Start of RECORDS PROVIDED

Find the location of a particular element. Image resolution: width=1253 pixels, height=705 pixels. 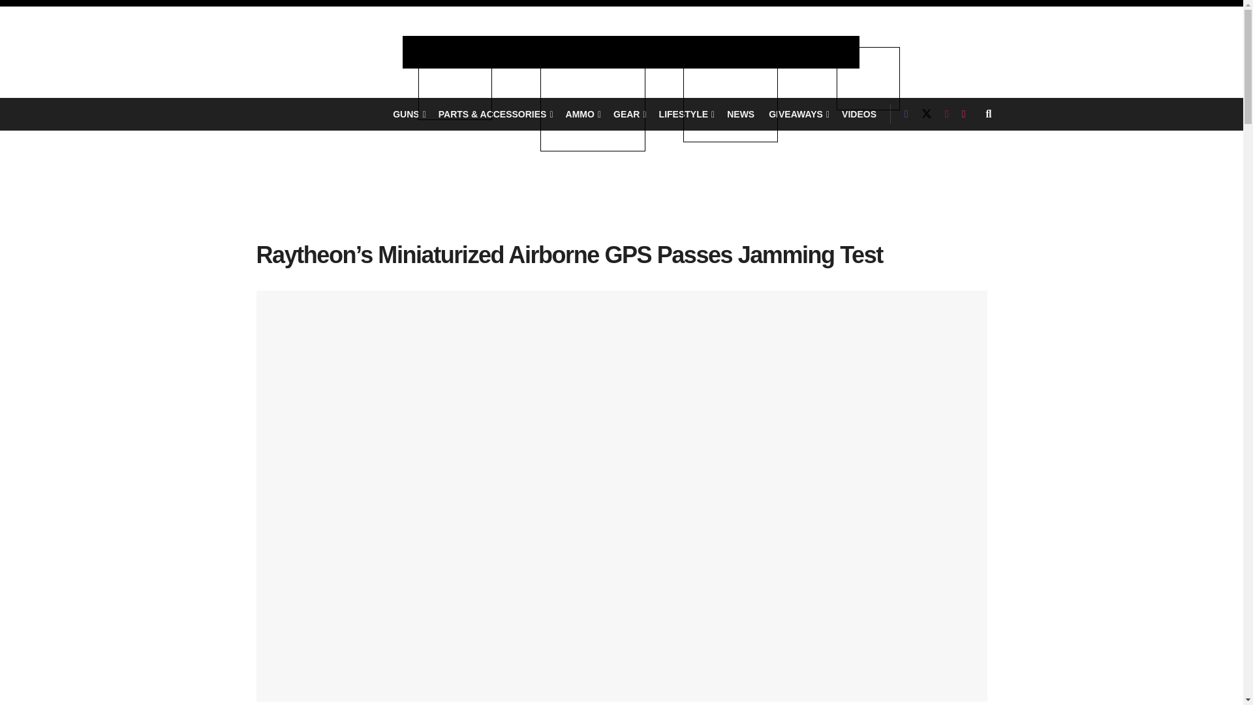

3rd party ad content is located at coordinates (621, 200).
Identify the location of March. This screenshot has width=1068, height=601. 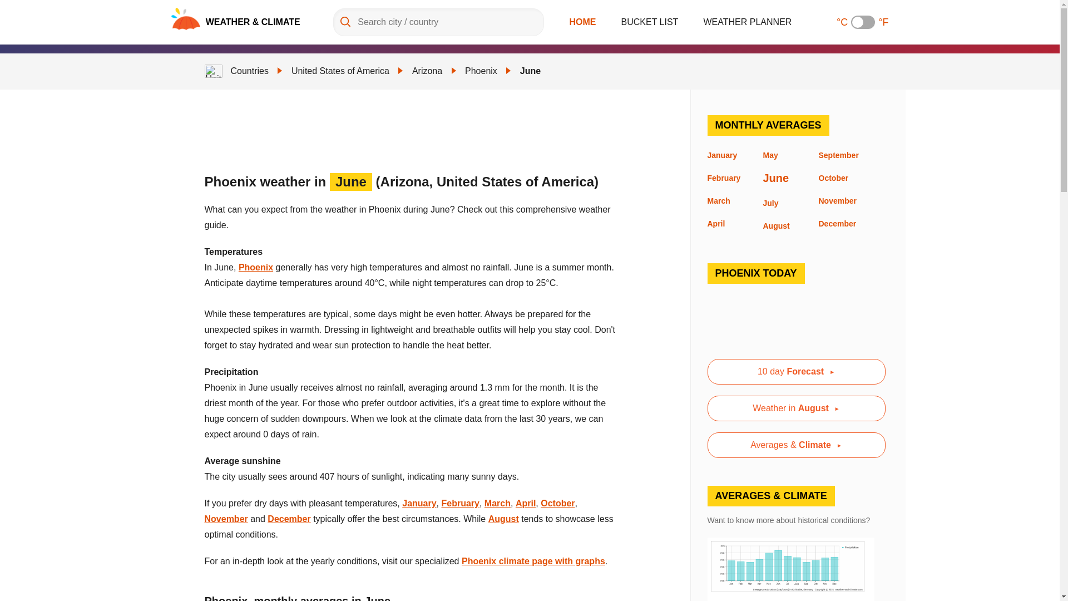
(497, 503).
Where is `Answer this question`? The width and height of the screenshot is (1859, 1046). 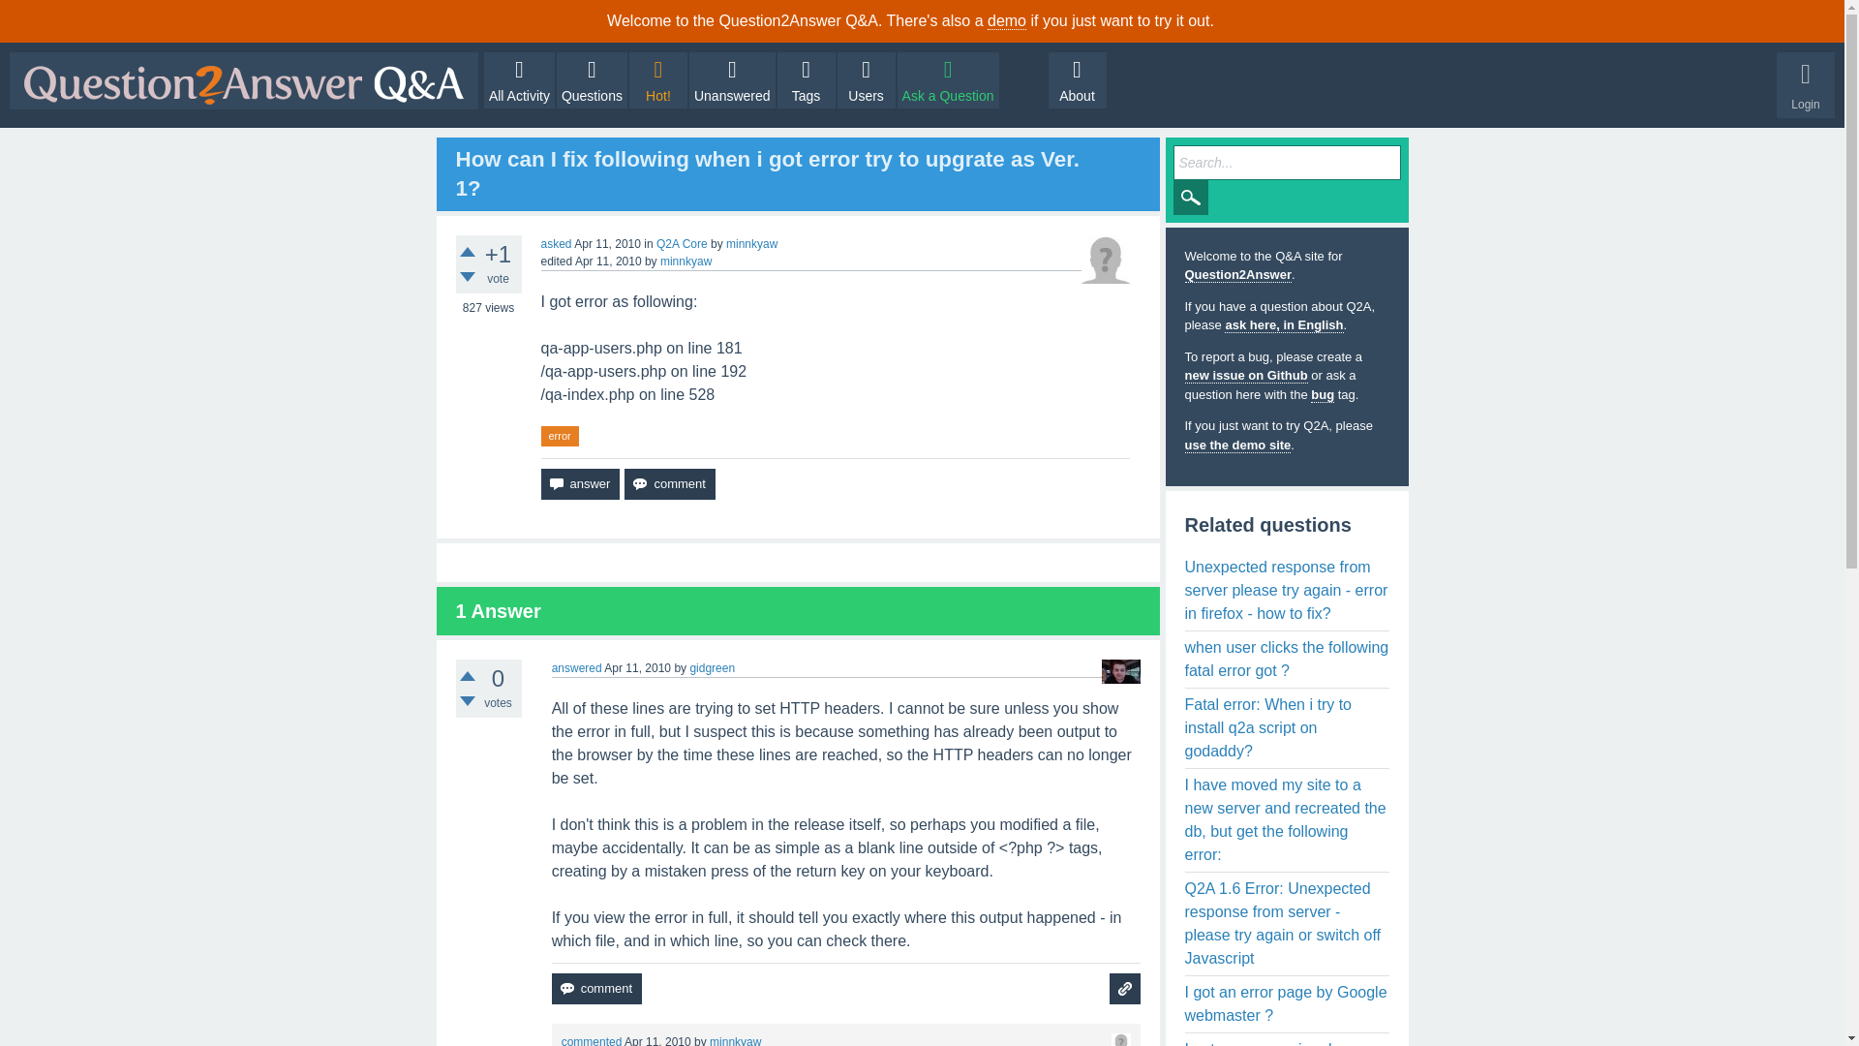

End of RECORDS PROVIDED

TASK TO CARRY OUT:
Your copy must reproduce the entries above in full, without their pictures.

ANSWER BOX:
Find the location of a particular element. Image resolution: width=1253 pixels, height=705 pixels. 

3rd party ad content is located at coordinates (621, 200).
Identify the location of March. This screenshot has width=1068, height=601. 
(497, 503).
Where is `Answer this question`? The width and height of the screenshot is (1859, 1046). 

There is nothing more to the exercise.